From his perspective, Gencarelli said, the Snowden revelations have prompted the U.S. executive to take data protection seriously for the first time and to work with Congress to find solutions.  He cited as a bellwether Congressman Jim Sensenbrenner, an architect of the USA PATRIOT Act, who has introduced bills that would curtail government surveillance.  Gencarelli also recited problems with Safe Harbor—including over-reliance on self-certification, FTC enforcement that comes too late and only in cases of widespread injury, and ineffectiveness in reining in unnecessary government surveillance—all of which contribute to the European perception that U.S. oversight of data protection remains inadequate.

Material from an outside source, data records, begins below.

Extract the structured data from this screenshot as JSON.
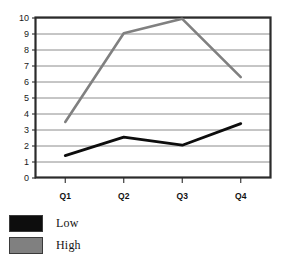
{
  "chart_data": {
    "type": "line",
    "title": "",
    "subtitle": "",
    "xlabel": "",
    "ylabel": "",
    "categories": [
      "Q1",
      "Q2",
      "Q3",
      "Q4"
    ],
    "series": [
      {
        "name": "Low",
        "color": "#0d0d0d",
        "values": [
          1.4,
          2.55,
          2.05,
          3.4
        ]
      },
      {
        "name": "High",
        "color": "#808080",
        "values": [
          3.5,
          9.05,
          9.95,
          6.3
        ]
      }
    ],
    "ylim": [
      0,
      10
    ],
    "y_ticks": [
      0,
      1,
      2,
      3,
      4,
      5,
      6,
      7,
      8,
      9,
      10
    ],
    "y_tick_labels": [
      "0",
      "1",
      "2",
      "3",
      "4",
      "5",
      "6",
      "7",
      "8",
      "9",
      "10"
    ],
    "grid": true,
    "grid_axis": "y",
    "grid_color": "#8c8c8c",
    "legend": true,
    "legend_position": "bottom-left",
    "legend_entries": [
      {
        "label": "Low",
        "color": "#0d0d0d"
      },
      {
        "label": "High",
        "color": "#808080"
      }
    ],
    "frame_color": "#2b2b2b",
    "background": "#ffffff"
  },
  "axes": {
    "y_labels": [
      "10",
      "9",
      "8",
      "7",
      "6",
      "5",
      "4",
      "3",
      "2",
      "1",
      "0"
    ],
    "x_labels": [
      "Q1",
      "Q2",
      "Q3",
      "Q4"
    ]
  },
  "legend": {
    "items": [
      {
        "label": "Low"
      },
      {
        "label": "High"
      }
    ]
  }
}
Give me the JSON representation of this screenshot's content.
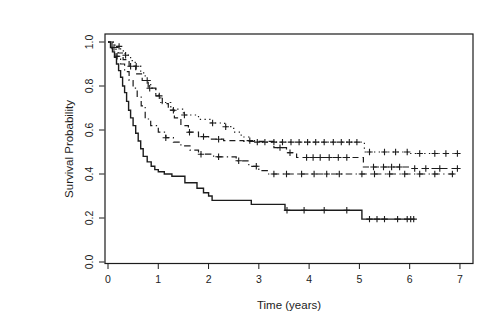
{
  "chart_data": {
    "type": "line",
    "kind": "kaplan-meier-step-curves",
    "title": "",
    "xlabel": "Time (years)",
    "ylabel": "Survival Probability",
    "xlim": [
      0,
      7
    ],
    "ylim": [
      0.0,
      1.0
    ],
    "x_ticks": [
      "0",
      "1",
      "2",
      "3",
      "4",
      "5",
      "6",
      "7"
    ],
    "y_ticks": [
      "0.0",
      "0.2",
      "0.4",
      "0.6",
      "0.8",
      "1.0"
    ],
    "grid": false,
    "legend_position": "none",
    "censor_marker": "plus-sign",
    "frame_color": "#1c1c1c",
    "curve_color": "#1c1c1c",
    "series": [
      {
        "name": "solid-group",
        "line_style": "solid",
        "color": "#1c1c1c",
        "end_time": 6.1,
        "points": [
          [
            0,
            1.0
          ],
          [
            0.05,
            0.975
          ],
          [
            0.09,
            0.955
          ],
          [
            0.13,
            0.93
          ],
          [
            0.17,
            0.9
          ],
          [
            0.21,
            0.87
          ],
          [
            0.25,
            0.84
          ],
          [
            0.29,
            0.8
          ],
          [
            0.33,
            0.77
          ],
          [
            0.37,
            0.73
          ],
          [
            0.41,
            0.69
          ],
          [
            0.45,
            0.655
          ],
          [
            0.5,
            0.62
          ],
          [
            0.55,
            0.585
          ],
          [
            0.6,
            0.55
          ],
          [
            0.65,
            0.515
          ],
          [
            0.7,
            0.48
          ],
          [
            0.78,
            0.455
          ],
          [
            0.86,
            0.435
          ],
          [
            0.93,
            0.42
          ],
          [
            1.0,
            0.41
          ],
          [
            1.12,
            0.4
          ],
          [
            1.27,
            0.39
          ],
          [
            1.53,
            0.36
          ],
          [
            1.77,
            0.335
          ],
          [
            1.9,
            0.315
          ],
          [
            2.0,
            0.3
          ],
          [
            2.07,
            0.28
          ],
          [
            2.85,
            0.262
          ],
          [
            3.52,
            0.235
          ],
          [
            5.05,
            0.195
          ]
        ],
        "censor_times": [
          3.56,
          3.9,
          4.3,
          4.75,
          5.2,
          5.35,
          5.5,
          5.76,
          5.95,
          6.02,
          6.08
        ]
      },
      {
        "name": "dotdash-group",
        "line_style": "dotdash",
        "color": "#1c1c1c",
        "end_time": 6.88,
        "points": [
          [
            0,
            1.0
          ],
          [
            0.08,
            0.97
          ],
          [
            0.16,
            0.935
          ],
          [
            0.25,
            0.9
          ],
          [
            0.33,
            0.865
          ],
          [
            0.42,
            0.825
          ],
          [
            0.5,
            0.79
          ],
          [
            0.58,
            0.75
          ],
          [
            0.66,
            0.71
          ],
          [
            0.74,
            0.65
          ],
          [
            0.85,
            0.62
          ],
          [
            1.0,
            0.59
          ],
          [
            1.15,
            0.565
          ],
          [
            1.3,
            0.545
          ],
          [
            1.45,
            0.528
          ],
          [
            1.63,
            0.508
          ],
          [
            1.8,
            0.49
          ],
          [
            2.1,
            0.478
          ],
          [
            2.55,
            0.46
          ],
          [
            2.8,
            0.435
          ],
          [
            3.0,
            0.415
          ],
          [
            3.18,
            0.4
          ]
        ],
        "censor_times": [
          0.18,
          1.15,
          1.85,
          2.2,
          2.6,
          2.95,
          3.3,
          3.55,
          3.85,
          4.1,
          4.35,
          4.6,
          5.05,
          5.3,
          5.6,
          5.9,
          6.2,
          6.5,
          6.85
        ]
      },
      {
        "name": "dashed-group",
        "line_style": "dashed",
        "color": "#1c1c1c",
        "end_time": 7.02,
        "points": [
          [
            0,
            1.0
          ],
          [
            0.1,
            0.975
          ],
          [
            0.2,
            0.95
          ],
          [
            0.3,
            0.92
          ],
          [
            0.42,
            0.89
          ],
          [
            0.55,
            0.855
          ],
          [
            0.68,
            0.825
          ],
          [
            0.8,
            0.79
          ],
          [
            0.95,
            0.755
          ],
          [
            1.08,
            0.72
          ],
          [
            1.2,
            0.69
          ],
          [
            1.32,
            0.655
          ],
          [
            1.45,
            0.62
          ],
          [
            1.6,
            0.59
          ],
          [
            1.8,
            0.57
          ],
          [
            2.0,
            0.558
          ],
          [
            2.3,
            0.552
          ],
          [
            2.7,
            0.548
          ],
          [
            3.3,
            0.52
          ],
          [
            3.55,
            0.497
          ],
          [
            3.75,
            0.475
          ],
          [
            5.08,
            0.432
          ],
          [
            6.0,
            0.425
          ]
        ],
        "censor_times": [
          0.12,
          0.45,
          0.83,
          1.02,
          1.3,
          1.62,
          1.9,
          2.2,
          3.42,
          3.62,
          3.95,
          4.08,
          4.22,
          4.4,
          4.58,
          4.75,
          5.28,
          5.48,
          5.64,
          5.8,
          6.1,
          6.32,
          6.6,
          6.95
        ]
      },
      {
        "name": "dotted-group",
        "line_style": "dotted",
        "color": "#1c1c1c",
        "end_time": 6.97,
        "points": [
          [
            0,
            1.0
          ],
          [
            0.14,
            0.98
          ],
          [
            0.25,
            0.96
          ],
          [
            0.34,
            0.94
          ],
          [
            0.45,
            0.915
          ],
          [
            0.54,
            0.89
          ],
          [
            0.65,
            0.86
          ],
          [
            0.74,
            0.825
          ],
          [
            0.85,
            0.79
          ],
          [
            0.95,
            0.758
          ],
          [
            1.05,
            0.725
          ],
          [
            1.25,
            0.695
          ],
          [
            1.5,
            0.668
          ],
          [
            1.8,
            0.648
          ],
          [
            2.05,
            0.632
          ],
          [
            2.32,
            0.615
          ],
          [
            2.5,
            0.59
          ],
          [
            2.65,
            0.568
          ],
          [
            2.8,
            0.552
          ],
          [
            2.95,
            0.545
          ],
          [
            5.1,
            0.5
          ],
          [
            6.0,
            0.493
          ]
        ],
        "censor_times": [
          0.22,
          0.35,
          0.56,
          0.78,
          1.52,
          2.08,
          2.34,
          2.82,
          2.97,
          3.12,
          3.3,
          3.47,
          3.64,
          3.8,
          3.97,
          4.13,
          4.3,
          4.48,
          4.64,
          4.8,
          4.95,
          5.2,
          5.5,
          5.72,
          5.95,
          6.2,
          6.5,
          6.72,
          6.95
        ]
      }
    ]
  }
}
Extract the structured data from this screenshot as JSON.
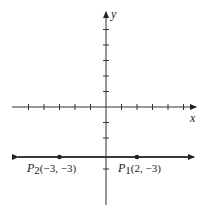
{
  "diagram": {
    "type": "coordinate-plane",
    "x_axis_label": "x",
    "y_axis_label": "y",
    "x_tick_range": [
      -5,
      5
    ],
    "y_tick_range": [
      -4,
      5
    ],
    "line": {
      "equation": "y = -3",
      "style": "double-arrow"
    },
    "points": [
      {
        "name": "P",
        "sub": "2",
        "label_rest": "(−3, −3)",
        "x": -3,
        "y": -3
      },
      {
        "name": "P",
        "sub": "1",
        "label_rest": "(2, −3)",
        "x": 2,
        "y": -3
      }
    ],
    "colors": {
      "ink": "#222222",
      "line": "#3a3a3a"
    }
  }
}
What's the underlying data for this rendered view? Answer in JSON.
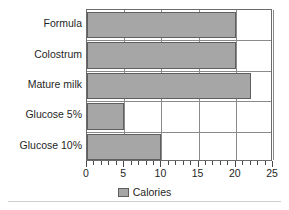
{
  "chart_data": {
    "type": "bar",
    "orientation": "horizontal",
    "title": "",
    "xlabel": "",
    "ylabel": "",
    "categories": [
      "Formula",
      "Colostrum",
      "Mature milk",
      "Glucose 5%",
      "Glucose 10%"
    ],
    "values": [
      20,
      20,
      22,
      5,
      10
    ],
    "series": [
      {
        "name": "Calories",
        "values": [
          20,
          20,
          22,
          5,
          10
        ],
        "color": "#a6a6a6"
      }
    ],
    "xlim": [
      0,
      25
    ],
    "xticks": [
      0,
      5,
      10,
      15,
      20,
      25
    ],
    "xtick_labels": [
      "0",
      "5",
      "10",
      "15",
      "20",
      "25"
    ],
    "minor_tick_step": 1,
    "grid": "vertical-major",
    "legend": {
      "position": "bottom-center",
      "entries": [
        {
          "label": "Calories",
          "color": "#a6a6a6"
        }
      ]
    },
    "colors": {
      "bar_fill": "#a6a6a6",
      "bar_edge": "#5f5f5f",
      "axis": "#6b6b6b",
      "grid": "#8a8a8a",
      "text": "#1f1f1f",
      "background": "#ffffff"
    }
  }
}
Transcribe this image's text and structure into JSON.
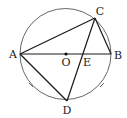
{
  "diagram": {
    "type": "geometry-circle",
    "circle": {
      "center": "O",
      "cx": 65.5,
      "cy": 54,
      "r": 45.5,
      "stroke": "#555555"
    },
    "points": {
      "A": {
        "x": 20,
        "y": 54,
        "label": "A",
        "lx": 13,
        "ly": 58
      },
      "B": {
        "x": 111,
        "y": 54,
        "label": "B",
        "lx": 117,
        "ly": 59
      },
      "C": {
        "x": 95,
        "y": 18,
        "label": "C",
        "lx": 99,
        "ly": 15
      },
      "O": {
        "x": 66,
        "y": 54,
        "label": "O",
        "lx": 66,
        "ly": 66
      },
      "E": {
        "x": 83,
        "y": 54,
        "label": "E",
        "lx": 87,
        "ly": 66
      },
      "D": {
        "x": 67,
        "y": 101,
        "label": "D",
        "lx": 67,
        "ly": 114
      }
    },
    "segments": [
      {
        "name": "AB",
        "from": "A",
        "to": "B"
      },
      {
        "name": "AC",
        "from": "A",
        "to": "C"
      },
      {
        "name": "BC",
        "from": "B",
        "to": "C"
      },
      {
        "name": "CD",
        "from": "C",
        "to": "D"
      },
      {
        "name": "AD",
        "from": "A",
        "to": "D"
      }
    ],
    "equal_arc_marks": [
      {
        "arc": "AD",
        "x": 31,
        "y": 85
      },
      {
        "arc": "BD",
        "x": 102,
        "y": 85
      }
    ],
    "line_color": "#1a1a1a"
  },
  "labels": {
    "A": "A",
    "B": "B",
    "C": "C",
    "O": "O",
    "E": "E",
    "D": "D"
  }
}
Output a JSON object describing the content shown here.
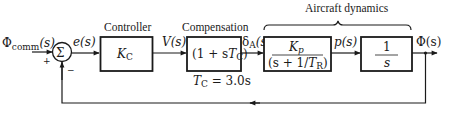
{
  "diagram": {
    "type": "control-system-block-diagram",
    "input": {
      "symbol": "Φ",
      "subscript": "comm",
      "arg": "(s)"
    },
    "summing_junction": {
      "symbol": "Σ",
      "plus_sign": "+",
      "minus_sign": "−"
    },
    "error_signal": {
      "label": "e(s)"
    },
    "controller": {
      "title": "Controller",
      "gain_symbol": "K",
      "gain_subscript": "C"
    },
    "controller_output": {
      "label": "V(s)"
    },
    "compensation": {
      "title": "Compensation",
      "tf_prefix": "(1 + s",
      "tf_T": "T",
      "tf_sub": "C",
      "tf_suffix": ")",
      "param_T": "T",
      "param_sub": "C",
      "param_value": " = 3.0s"
    },
    "aileron_signal": {
      "symbol": "δ",
      "subscript": "A",
      "arg": "(s)"
    },
    "aircraft_dynamics": {
      "title": "Aircraft dynamics",
      "roll_block": {
        "num_symbol": "K",
        "num_subscript": "p",
        "den_prefix": "(s + 1/",
        "den_T": "T",
        "den_sub": "R",
        "den_suffix": ")"
      },
      "roll_rate_signal": {
        "label": "p(s)"
      },
      "integrator_block": {
        "numerator": "1",
        "denominator": "s"
      }
    },
    "output": {
      "label": "Φ(s)"
    },
    "feedback": {
      "type": "unity negative feedback"
    },
    "colors": {
      "ink": "#1a1a1a",
      "background": "#ffffff"
    }
  }
}
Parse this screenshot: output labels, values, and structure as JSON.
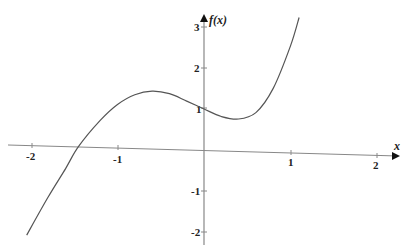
{
  "chart_data": {
    "type": "line",
    "title": "",
    "xlabel": "x",
    "ylabel": "f(x)",
    "xlim": [
      -2.3,
      2.3
    ],
    "ylim": [
      -2.3,
      3.2
    ],
    "grid": false,
    "legend": null,
    "x_ticks": [
      "-2",
      "-1",
      "1",
      "2"
    ],
    "y_ticks": [
      "3",
      "2",
      "1",
      "-1",
      "-2"
    ],
    "series": [
      {
        "name": "f(x)",
        "x": [
          -2.05,
          -1.8,
          -1.6,
          -1.45,
          -1.2,
          -1.0,
          -0.8,
          -0.6,
          -0.4,
          -0.2,
          0.0,
          0.2,
          0.4,
          0.6,
          0.8,
          1.0,
          1.1
        ],
        "y": [
          -2.2,
          -1.25,
          -0.55,
          0.0,
          0.65,
          1.05,
          1.3,
          1.4,
          1.35,
          1.18,
          1.0,
          0.83,
          0.78,
          0.95,
          1.55,
          2.6,
          3.3
        ]
      }
    ],
    "annotations": {
      "local_max": {
        "x": -0.6,
        "y": 1.4
      },
      "local_min": {
        "x": 0.4,
        "y": 0.78
      },
      "y_intercept": {
        "x": 0,
        "y": 1
      },
      "x_intercept": {
        "x": -1.45,
        "y": 0
      }
    }
  },
  "axes": {
    "x_label": "x",
    "y_label": "f(x)",
    "x_tick_labels": [
      "-2",
      "-1",
      "1",
      "2"
    ],
    "y_tick_labels": [
      "3",
      "2",
      "1",
      "-1",
      "-2"
    ]
  },
  "colors": {
    "curve": "#555555",
    "axis": "#888888",
    "text": "#222222"
  }
}
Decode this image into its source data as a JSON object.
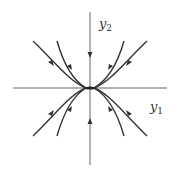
{
  "diagram": {
    "axes": {
      "horizontal_label": "y",
      "horizontal_subscript": "1",
      "vertical_label": "y",
      "vertical_subscript": "2"
    },
    "origin": [
      90,
      88
    ],
    "trajectories": [
      {
        "name": "upper-left-outer",
        "from": [
          33,
          41
        ]
      },
      {
        "name": "upper-left-inner",
        "from": [
          57,
          41
        ]
      },
      {
        "name": "upper-right-inner",
        "from": [
          124,
          41
        ]
      },
      {
        "name": "upper-right-outer",
        "from": [
          147,
          41
        ]
      },
      {
        "name": "lower-left-outer",
        "from": [
          33,
          136
        ]
      },
      {
        "name": "lower-left-inner",
        "from": [
          57,
          136
        ]
      },
      {
        "name": "lower-right-inner",
        "from": [
          124,
          136
        ]
      },
      {
        "name": "lower-right-outer",
        "from": [
          147,
          136
        ]
      }
    ],
    "colors": {
      "trajectory": "#333333",
      "axis": "#666666",
      "background": "#ffffff"
    }
  }
}
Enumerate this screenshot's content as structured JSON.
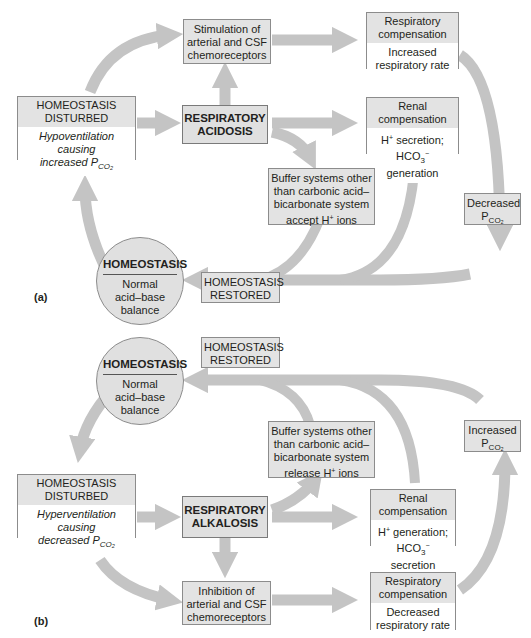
{
  "colors": {
    "arrow": "#c4c4c4",
    "box_fill": "#e3e3e3",
    "box_border": "#8c8c8c",
    "body_fill": "#ffffff"
  },
  "panel_a": {
    "label": "(a)",
    "disturbed": {
      "header": "HOMEOSTASIS DISTURBED",
      "body_line1": "Hypoventilation",
      "body_line2": "causing",
      "body_line3": "increased P",
      "body_sub": "CO₂"
    },
    "condition": {
      "line1": "RESPIRATORY",
      "line2": "ACIDOSIS"
    },
    "chemoreceptors": {
      "line1": "Stimulation of",
      "line2": "arterial and CSF",
      "line3": "chemoreceptors"
    },
    "respiratory_comp": {
      "header_line1": "Respiratory",
      "header_line2": "compensation",
      "body_line1": "Increased",
      "body_line2": "respiratory rate"
    },
    "renal_comp": {
      "header_line1": "Renal",
      "header_line2": "compensation",
      "body_line1a": "H",
      "body_line1sup": "+",
      "body_line1b": " secretion;",
      "body_line2a": "HCO",
      "body_line2sub": "3",
      "body_line2sup": "−",
      "body_line2b": " generation"
    },
    "buffer": {
      "line1": "Buffer systems other",
      "line2": "than carbonic acid–",
      "line3": "bicarbonate system",
      "line4a": "accept H",
      "line4sup": "+",
      "line4b": " ions"
    },
    "pco2": {
      "line1": "Decreased",
      "line2": "P",
      "line2sub": "CO₂"
    },
    "homeostasis": {
      "title": "HOMEOSTASIS",
      "line1": "Normal",
      "line2": "acid–base",
      "line3": "balance"
    },
    "restored": {
      "line1": "HOMEOSTASIS",
      "line2": "RESTORED"
    }
  },
  "panel_b": {
    "label": "(b)",
    "disturbed": {
      "header": "HOMEOSTASIS DISTURBED",
      "body_line1": "Hyperventilation",
      "body_line2": "causing",
      "body_line3": "decreased P",
      "body_sub": "CO₂"
    },
    "condition": {
      "line1": "RESPIRATORY",
      "line2": "ALKALOSIS"
    },
    "chemoreceptors": {
      "line1": "Inhibition of",
      "line2": "arterial and CSF",
      "line3": "chemoreceptors"
    },
    "respiratory_comp": {
      "header_line1": "Respiratory",
      "header_line2": "compensation",
      "body_line1": "Decreased",
      "body_line2": "respiratory rate"
    },
    "renal_comp": {
      "header_line1": "Renal",
      "header_line2": "compensation",
      "body_line1a": "H",
      "body_line1sup": "+",
      "body_line1b": " generation;",
      "body_line2a": "HCO",
      "body_line2sub": "3",
      "body_line2sup": "−",
      "body_line2b": " secretion"
    },
    "buffer": {
      "line1": "Buffer systems other",
      "line2": "than carbonic acid–",
      "line3": "bicarbonate system",
      "line4a": "release H",
      "line4sup": "+",
      "line4b": " ions"
    },
    "pco2": {
      "line1": "Increased",
      "line2": "P",
      "line2sub": "CO₂"
    },
    "homeostasis": {
      "title": "HOMEOSTASIS",
      "line1": "Normal",
      "line2": "acid–base",
      "line3": "balance"
    },
    "restored": {
      "line1": "HOMEOSTASIS",
      "line2": "RESTORED"
    }
  }
}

Nevertheless, Gencarelli described how the path of compromise might be found on several points:
stronger federal compliance monitoring in the United States;
  • EU cooperation with the FTC to effect enforcement;
  • free alternative dispute resolution procedures in the United States for foreign complainants;
  • improved transparency of corporate privacy policies;
  • greater clarity in liability rules, especially the establishment of corporate responsibility for outsourced data processing; and
  • public surveillance reined in by norms of necessity and proportionality when national security interests are invoked.

In closing, while acknowledging impatience for progress on the GDPR in both the European Parliament and the private sector, Gencarelli said to watch for “interesting developments” in the weeks to come.  We await those developments with interest.